And his solita

And his solitary talent was gifted to the slickest profiteer; with him, it increases in interest a thousand-fold every year: it's sinful to fear for one's talent when that talent is something to fear He was good at endings Margaret Drabble. A year or so ago, he began writing poetry again, citing George Herbert: "And now in age I bud again, / After so many deaths I live and write / And relish versing". The most remarkable of these last poems, to me, is the painful and poignant "Capital", on the theme of the enigmatic parable of the talents (Matthew xxv, 14-30), a characteristically lucid but disturbing performance, which ends: But the man with the single talent, who had hidden it deep beneath a talentless demeanor (but surely he was no thief?) was cast into outer darkness where there's weeping and gnashing of teeth. His poem " Venice and the Looking Glass" describes a visitor who was content to "grin like a dog and run about that city": and so, we may suppose, was he.

Why did he not publish more?
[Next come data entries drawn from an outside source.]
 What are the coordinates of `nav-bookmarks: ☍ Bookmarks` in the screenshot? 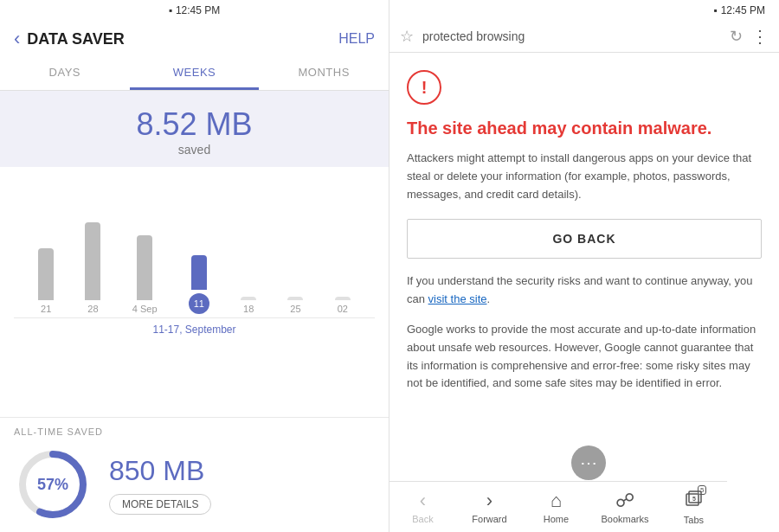 It's located at (625, 507).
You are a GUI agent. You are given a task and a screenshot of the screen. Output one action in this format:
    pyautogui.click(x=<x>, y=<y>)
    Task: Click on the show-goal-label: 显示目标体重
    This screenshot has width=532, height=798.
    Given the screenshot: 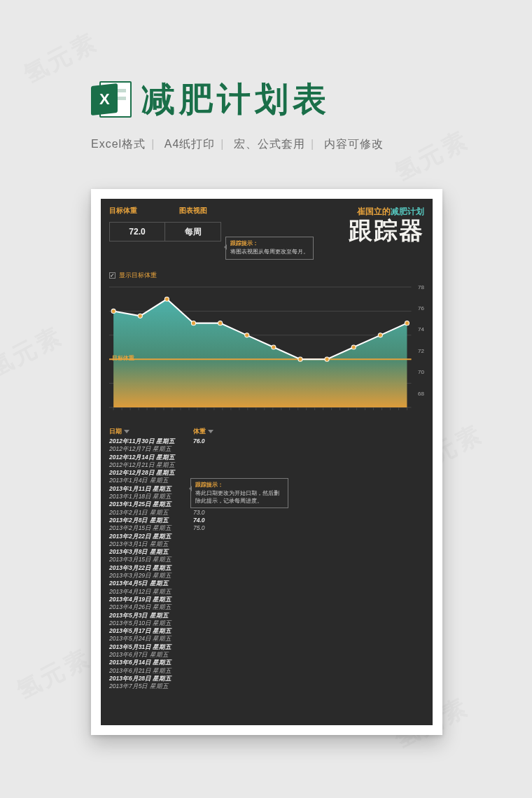 What is the action you would take?
    pyautogui.click(x=138, y=276)
    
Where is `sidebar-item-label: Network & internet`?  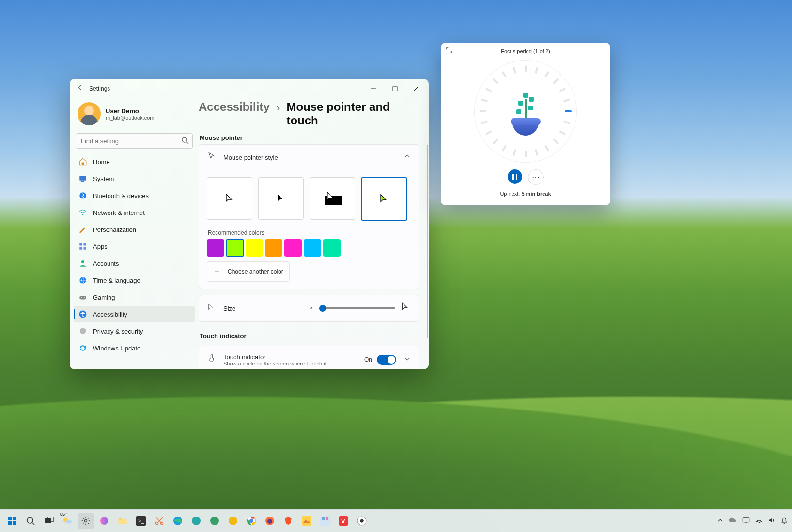
sidebar-item-label: Network & internet is located at coordinates (119, 213).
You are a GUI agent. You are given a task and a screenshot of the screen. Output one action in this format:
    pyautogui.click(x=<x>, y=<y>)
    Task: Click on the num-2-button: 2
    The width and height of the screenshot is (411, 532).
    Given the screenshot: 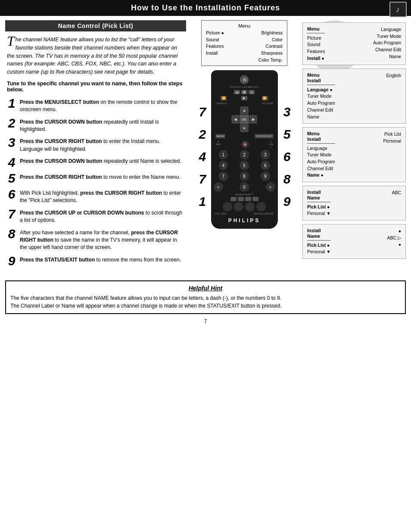 What is the action you would take?
    pyautogui.click(x=244, y=155)
    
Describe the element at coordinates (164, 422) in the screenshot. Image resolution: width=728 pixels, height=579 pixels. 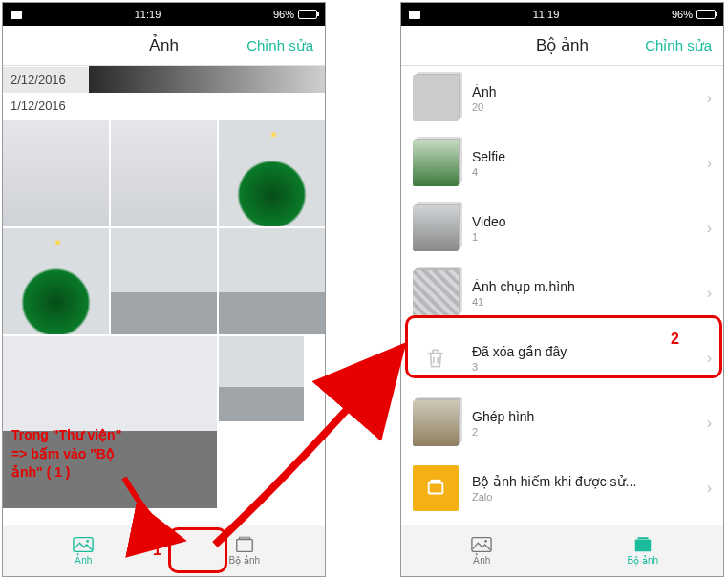
I see `photo-grid-large` at that location.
He was modest and wry, but he knew that his work was good, and he had well- informed admirers He did not like to press and push. He would bring his students over for a summer course in Europe, show them what the bombs and the British had done to Southampton, then take them on to Venice, where he would lead them more or less blindfold down little alleys until they reached the edge of the Piazza San Marco, forbidding them to look up until they could see it dramatically revealed in all its glory. William Dunlop was devoted to opera, and spoke about it with an erudite enthusiasm that lit up his face with a smile of extraordinarily gentle and pure delight His other aesthetic addiction was to Venice. By this time he had three grown children of his own: the title poem is a wry acknowledgement of a parent's impossible desire to persuade his offspring to share his passions.
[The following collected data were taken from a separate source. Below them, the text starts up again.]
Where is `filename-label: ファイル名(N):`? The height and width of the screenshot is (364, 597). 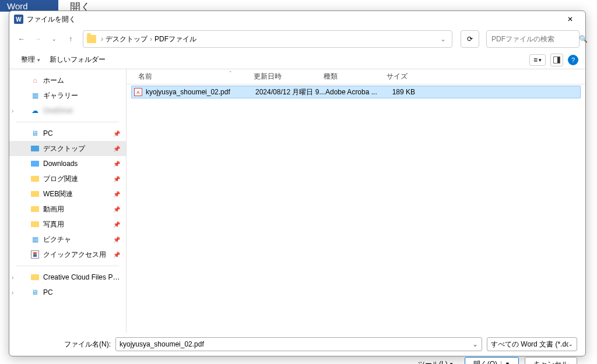 filename-label: ファイル名(N): is located at coordinates (64, 345).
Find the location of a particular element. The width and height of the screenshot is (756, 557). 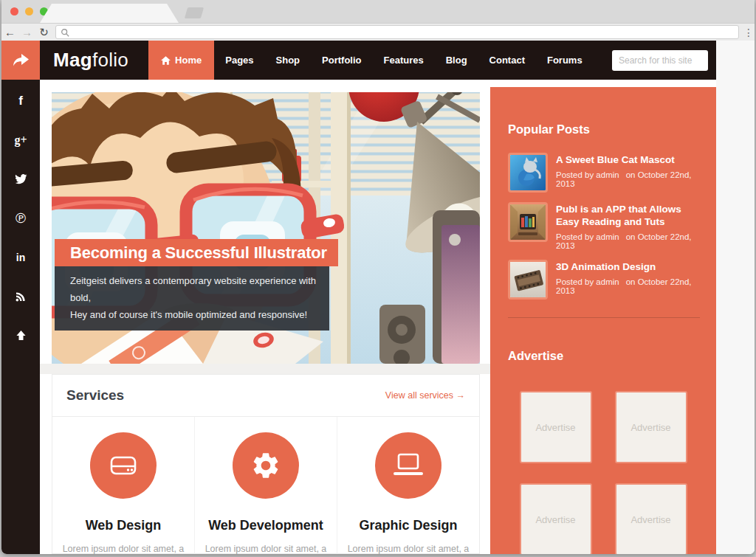

twitter-bird-icon is located at coordinates (21, 179).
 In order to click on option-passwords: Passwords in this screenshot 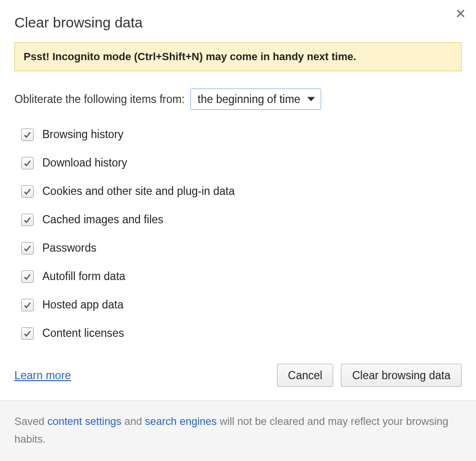, I will do `click(241, 248)`.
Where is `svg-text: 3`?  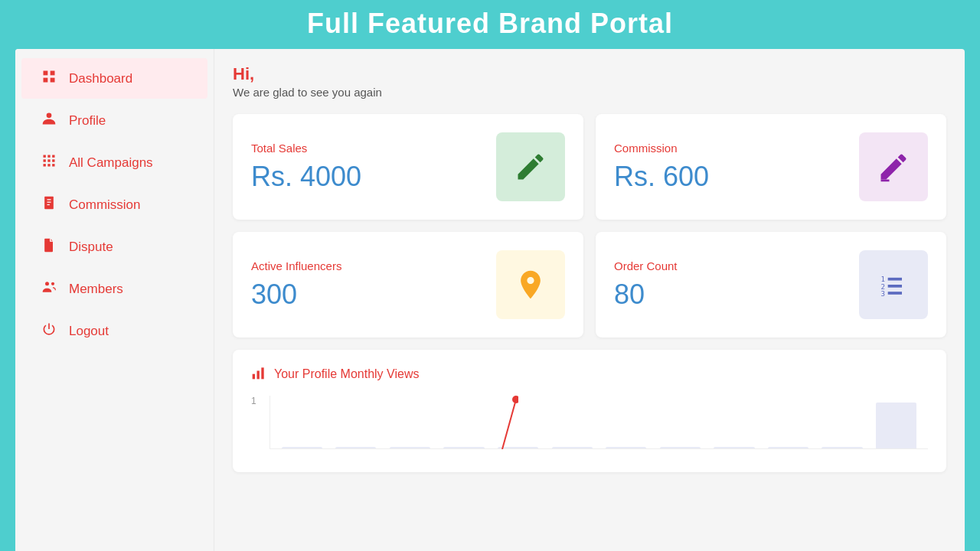 svg-text: 3 is located at coordinates (884, 294).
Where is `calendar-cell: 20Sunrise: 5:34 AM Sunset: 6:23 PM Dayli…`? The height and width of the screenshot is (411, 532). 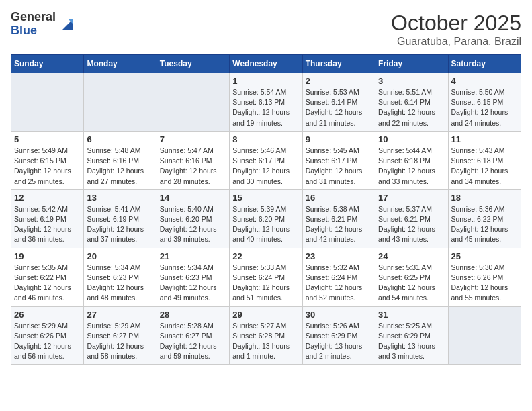 calendar-cell: 20Sunrise: 5:34 AM Sunset: 6:23 PM Dayli… is located at coordinates (120, 277).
There was a long and Bohemian farewell dinner in Soho at which Roethke benignly presided. William didn't vanish: he reappeared regularly and loyally, over the years, with bottles of wine, for more long Bohemian evenings. He published, occasionally, in Encounter, the London Magazine, the TLS, the New Statesman, but the slim volume we were all expecting did not materialise until many years later, in 1997, when Rose Alley Press in Seattle produced Caruso for the Children, & Other Poems. It wasn't an easy time for university writing: in the Leavisite atmosphere, our sharpened critical faculties far outstripped our creative confidence. He graduated in 1960, and shortly left England for a larger and freer world. William as an undergraduate was also committed to an ongoing love of football and opera, but it was as poet, editor of Granta, fellow lecture-absconder and alphabetical neighbour that I came to know him: as Drabble and Dunlop we sat next to one another for our university exams, and he frequently complained that I demoralised him by writing too fast I read his early poems with admiration.